The concept of peak oil has been widely debated. Now we may start to talk about the idea of "peak virgin plastic."
The Ellen MacArthur Foundation put the idea out there this week, that at least among major consumer product companies and retailers and their packaging, they've peaked on their use of virgin plastic.
Are the actions of those major companies, like Coca-Cola, Unilever and Walmart, foreshadowing what's coming in the rest of the plastics packaging market? Certainly could be.
EMF's Nov. 16 report card is an annual update on the detailed steps taken by about 100 large companies that signed up for its Global Commitment.
It's a multiyear effort to rethink their plastics use, whether that's recycled content, reusable packaging or other steps, and report publicly on what they're doing.
Looking further into the future, but on a similar theme, the consulting firm Wood MacKenzie released its own report Nov. 18 arguing that the world will hit "peak plastic," calling it a time "in which demand growth moderates and consumption of fossil fuel feedstocks declines."
"The plastics industry must go under the knife for a more sustainable future," it said.
Plastics companies are beginning to contemplate a plastics future divorced from fossil fuels.
Packaging giant Berry Global announced yesterday a "long-term vision to decouple from fossil fuels," as part of an effort to hit 30 percent use of "circular" plastics by 2030.
Machinery makers, too. The German VDMA association, which represents that country's large plastics and rubber equipment sector, released an executive interview Nov. 18 discussing how the industry could, theoretically, "do without fossil fuels altogether" with much more recycling.
On the heels of the COP26 summit, it's interesting to see a series of reports focus attention on the possibility of separating plastics from fossil fuels.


Exercise: Collect from the data below each line with "title".

*** Records for processing ***

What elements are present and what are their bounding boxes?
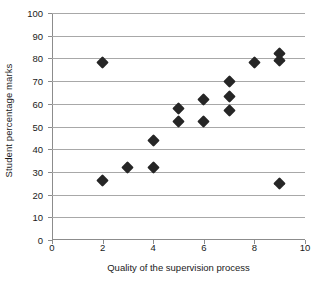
y-tick-mark bbox=[48, 127, 52, 128]
y-tick-mark bbox=[48, 58, 52, 59]
y-tick-label: 10 bbox=[32, 212, 43, 223]
y-tick-label: 60 bbox=[32, 98, 43, 109]
y-tick-label: 0 bbox=[38, 235, 43, 246]
x-tick-label: 10 bbox=[300, 242, 311, 253]
y-axis-title-text: Student percentage marks bbox=[4, 63, 15, 177]
gridline-horizontal bbox=[52, 195, 305, 196]
data-point-marker bbox=[223, 104, 236, 117]
x-axis-title: Quality of the supervision process bbox=[52, 262, 305, 273]
y-tick-mark bbox=[48, 13, 52, 14]
y-tick-label: 70 bbox=[32, 76, 43, 87]
y-tick-label: 30 bbox=[32, 166, 43, 177]
gridline-horizontal bbox=[52, 149, 305, 150]
x-axis-line bbox=[52, 239, 305, 240]
x-tick-label: 8 bbox=[252, 242, 257, 253]
y-axis-title: Student percentage marks bbox=[0, 0, 18, 240]
gridline-horizontal bbox=[52, 36, 305, 37]
y-tick-mark bbox=[48, 81, 52, 82]
data-point-marker bbox=[96, 175, 109, 188]
gridline-horizontal bbox=[52, 172, 305, 173]
gridline-horizontal bbox=[52, 58, 305, 59]
gridline-horizontal bbox=[52, 81, 305, 82]
plot-area bbox=[52, 13, 305, 240]
y-tick-label: 90 bbox=[32, 30, 43, 41]
x-axis-tick-labels: 0246810 bbox=[52, 242, 305, 258]
y-axis-tick-labels: 0102030405060708090100 bbox=[17, 0, 47, 241]
y-tick-mark bbox=[48, 149, 52, 150]
y-tick-label: 100 bbox=[27, 8, 43, 19]
y-tick-label: 50 bbox=[32, 121, 43, 132]
y-tick-label: 80 bbox=[32, 53, 43, 64]
y-tick-mark bbox=[48, 217, 52, 218]
gridline-horizontal bbox=[52, 13, 305, 14]
y-tick-mark bbox=[48, 36, 52, 37]
y-tick-mark bbox=[48, 195, 52, 196]
x-tick-label: 6 bbox=[201, 242, 206, 253]
y-tick-mark bbox=[48, 104, 52, 105]
y-tick-label: 40 bbox=[32, 144, 43, 155]
y-tick-mark bbox=[48, 172, 52, 173]
scatter-chart-figure: Student percentage marks 010203040506070… bbox=[0, 0, 325, 289]
data-point-marker bbox=[223, 75, 236, 88]
x-tick-label: 4 bbox=[151, 242, 156, 253]
x-tick-label: 0 bbox=[49, 242, 54, 253]
data-point-marker bbox=[147, 134, 160, 147]
x-tick-label: 2 bbox=[100, 242, 105, 253]
y-tick-label: 20 bbox=[32, 189, 43, 200]
gridline-horizontal bbox=[52, 217, 305, 218]
data-point-marker bbox=[273, 177, 286, 190]
data-point-marker bbox=[223, 91, 236, 104]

*** End of Records for processing ***

Task output:
y-axis-title-text: Student percentage marks bbox=[4, 63, 15, 177]
x-axis-title: Quality of the supervision process bbox=[52, 262, 305, 273]
y-axis-title: Student percentage marks bbox=[0, 0, 18, 240]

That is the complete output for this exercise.